France must be prepared “to accept losing its children” at a time where Emmanuel Macron and his intrusive touch have forged an unsuspected spiritual bond with his Ukrainian counterpart.
The French president has achieved the almost mystical feat of making France and Ukraine one and the same.
While the European Union has no say in the Russo-American chess game, Macron and Zelensky are lost together in a ballet of gesticulations and waking dreams. Zelensky displays faith in victory amid corruption cases, and it must be admitted that the French government is perhaps the last bastion of illusions in Europe to maintain this mirage.

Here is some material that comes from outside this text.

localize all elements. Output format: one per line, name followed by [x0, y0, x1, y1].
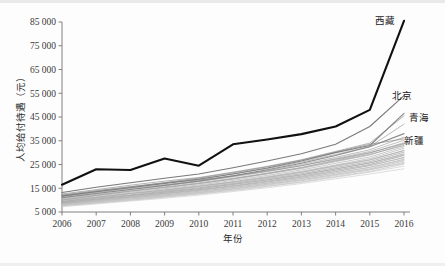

The promised arms deliveries? A veritable fable, they won’t happen for a decade. Economic exchanges? A tale whose tangible ending no one will ever see. As for the “vital strategy” regarding a landlocked Kiev 2,400 km away from Paris, it is more of a geopolitical fairy tale than a concrete plan for the future of France and its people. Ukrainian lands have been unknown to French interests for two millennia, except for having given Henry I a wife and for a bloody expedition under Napoleon III, when France, supporting an Ottoman and British project, lost 95,000 men in the Crimean War.
Emmanuel Macron is an ultra-presidential figure with a record-low popularity of about 11% as of October 2025. No question of resigning; he will remain comfortably installed until 2027. While his 9th government (in 8 years in office) is rocking in the darkest political, economic and social storm ever seen, Macron is playing the international card, distancing himself from French worries.
As French public debt soars to 115% of GDP, every last citizen, including newborns, is drowning in €50,000 of debt. Covid-19 is in the past, but they had to find a new pretext to distract the plebs, and mobilization against Russia is the new refrain.